One more thing, don't you find it hypocritical that in some cases only 1 referee or judge can make a decision on a play without consultation. I.e., the line judge (same guy) that called Jack out of bounds last year at Minnesota. No matter if that was the right call or wrong call, that one guy had the ability to make a call and everyone else had to stick by it. Conversely, like Cooper's play, you had 3 referees that made a judgement call that it was not an invalid fair catch, yet, one guy could over-turn them all. Especially the back judge, that is literally his job, he has nothing else to do there while the ball is in the air.
Which brings up the intent of video replay in the first place. The intent was to utilize technology in those cases where there was not a referee present or was blocked from view. It was not to "correct" officials and there is a difference. In this case, we had an official that had a specific job and he did not blow it dead and was in perfect position. That alone, by intent, would constitute it not reviewable because that guy let it play on because that is the right call, you either blow it dead right there or you let it go, but that judgement at that time stands. I understand the out of bounds thing, there are a lot of bodies there and it was close but they did the right thing as well by not blowing the play dead in anticipation, unlike what O'Dey did last year on Jack's pick 6.
I would be pissed if I was a member of that officiating crew because every one of them did their jobs correctly, except the head referee. And all of them now look really bad for being a part of it.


§ WHAT TO PRODUCE:
Every entry is to be reproduced word for word, but the images are not.

§ TASK DATA:
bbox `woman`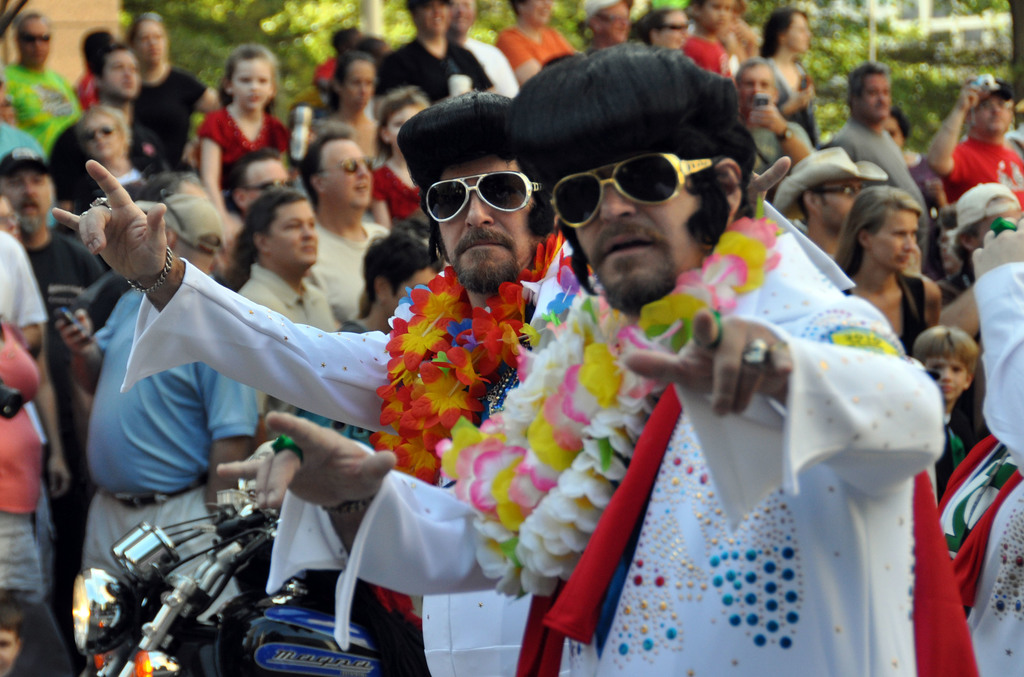
<bbox>303, 53, 384, 170</bbox>
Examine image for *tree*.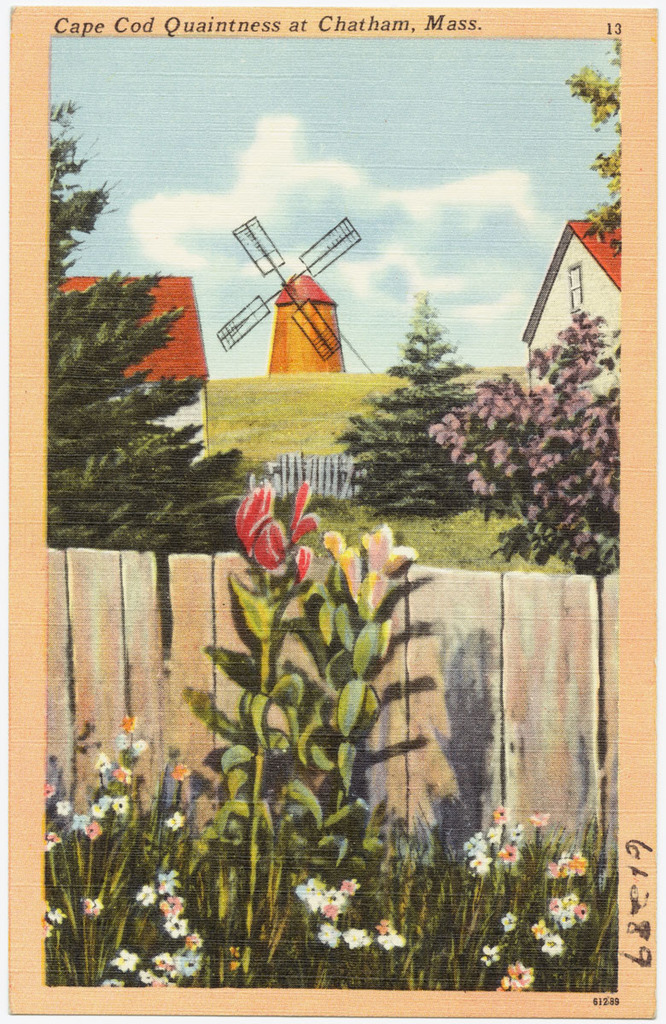
Examination result: (x1=39, y1=98, x2=266, y2=551).
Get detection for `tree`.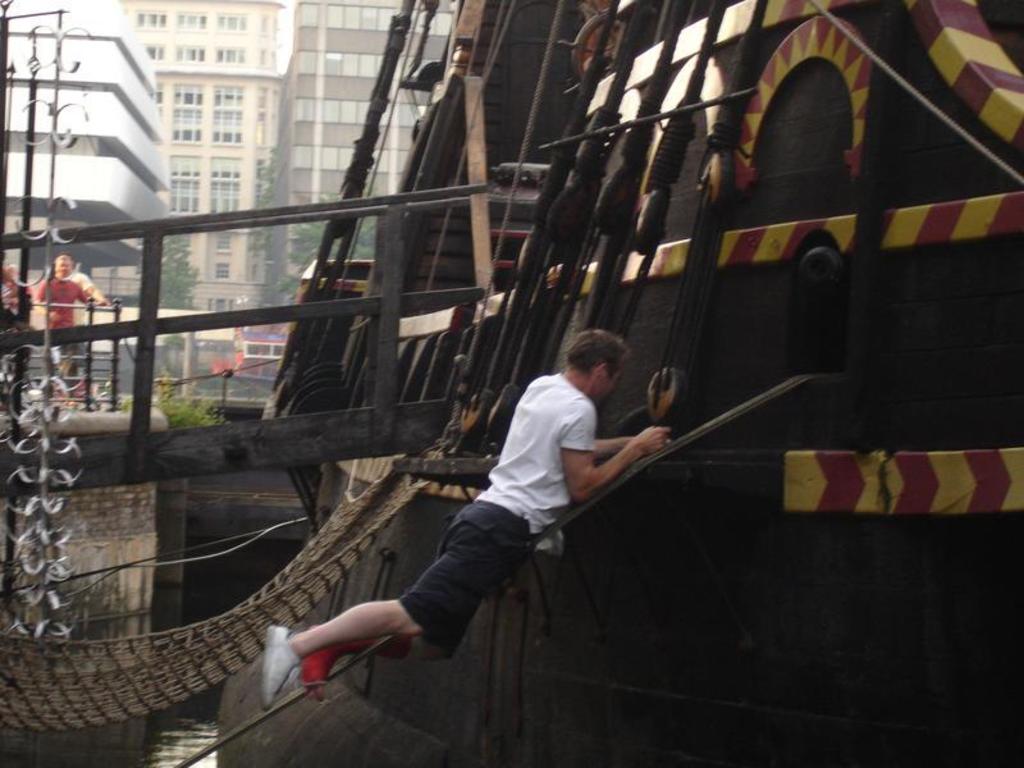
Detection: bbox=[253, 151, 274, 276].
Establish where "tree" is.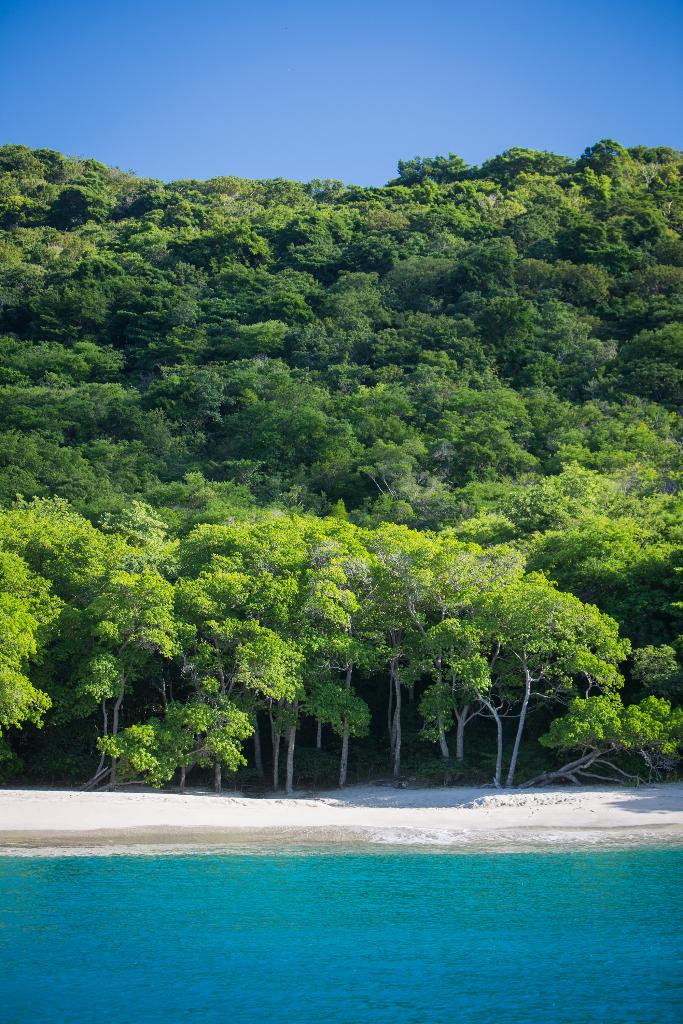
Established at bbox=(399, 156, 425, 184).
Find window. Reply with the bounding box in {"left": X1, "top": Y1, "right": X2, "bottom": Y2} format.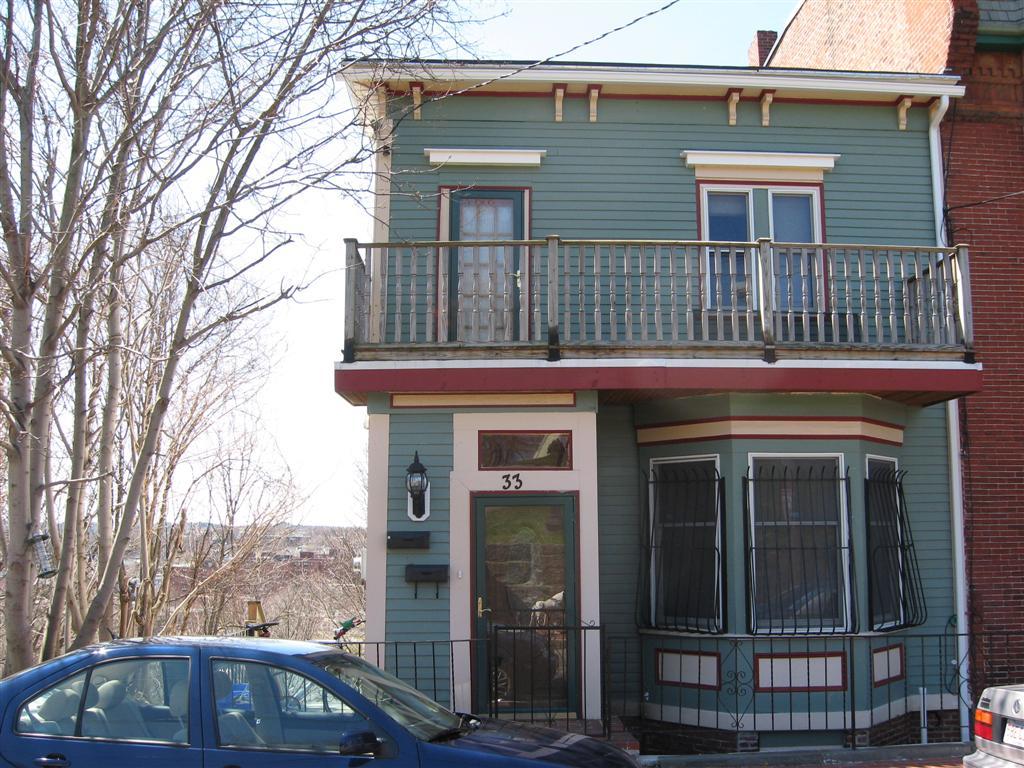
{"left": 748, "top": 454, "right": 857, "bottom": 636}.
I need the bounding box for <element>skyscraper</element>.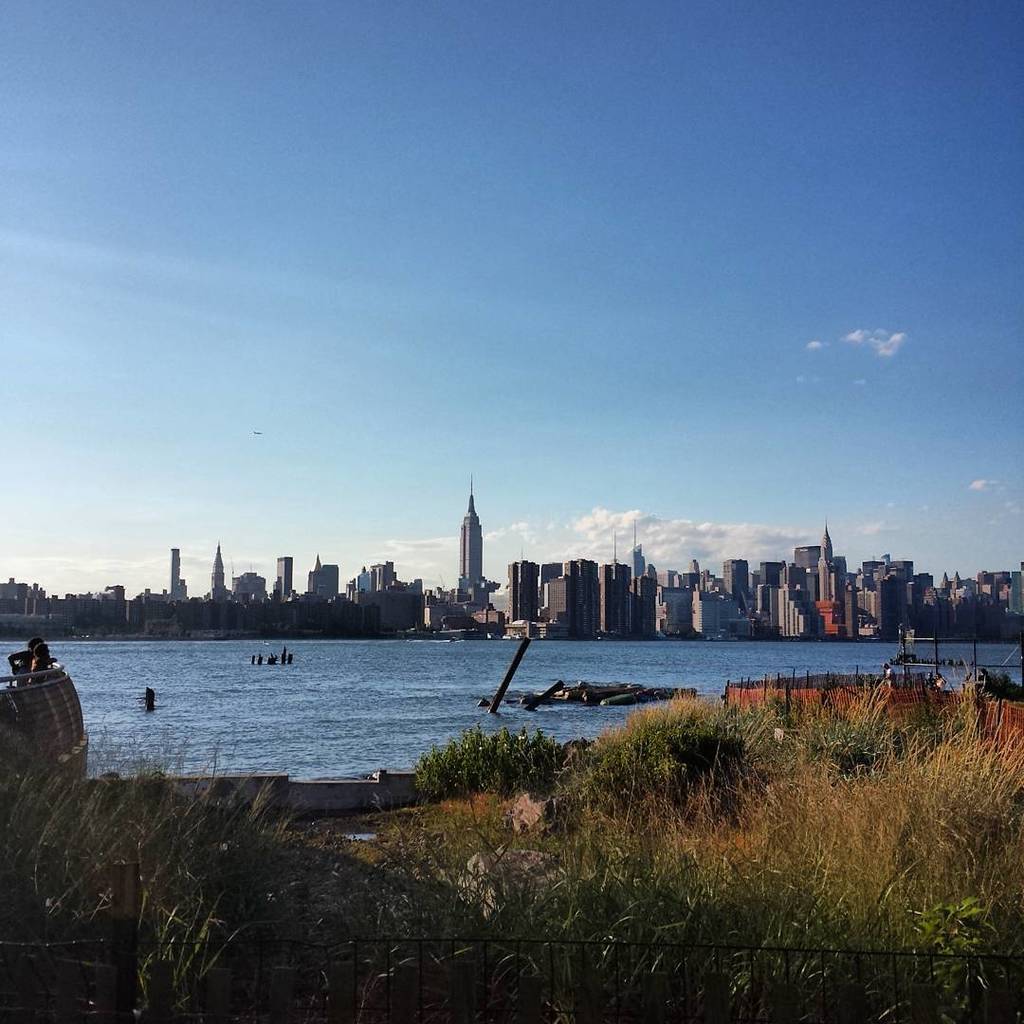
Here it is: left=266, top=549, right=300, bottom=600.
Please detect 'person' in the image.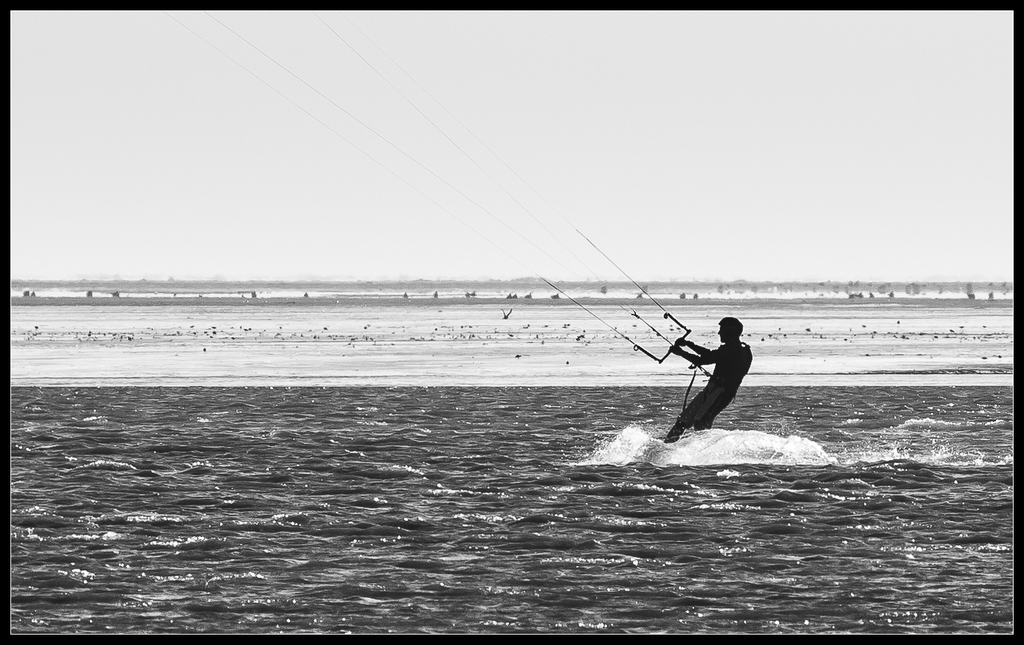
660,312,754,441.
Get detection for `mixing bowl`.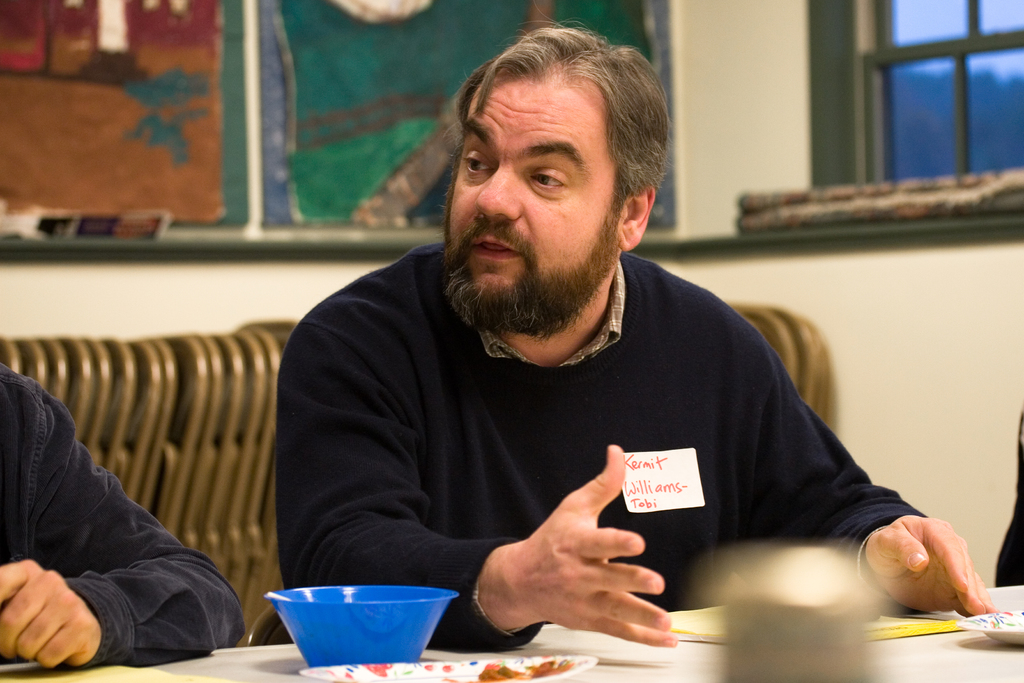
Detection: detection(268, 583, 460, 666).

§ WRITTEN ANSWER:
bbox `woman`
<bbox>303, 53, 384, 170</bbox>
Examine image for *tree*.
Examination result: (x1=39, y1=98, x2=266, y2=551).
Get detection for `tree`.
Detection: bbox=[253, 151, 274, 276].
Establish where "tree" is.
Established at bbox=(399, 156, 425, 184).
Find window. Reply with the bounding box in {"left": X1, "top": Y1, "right": X2, "bottom": Y2} format.
{"left": 748, "top": 454, "right": 857, "bottom": 636}.
I need the bounding box for <element>skyscraper</element>.
Here it is: left=266, top=549, right=300, bottom=600.
Please detect 'person' in the image.
660,312,754,441.
Get detection for `mixing bowl`.
Detection: detection(268, 583, 460, 666).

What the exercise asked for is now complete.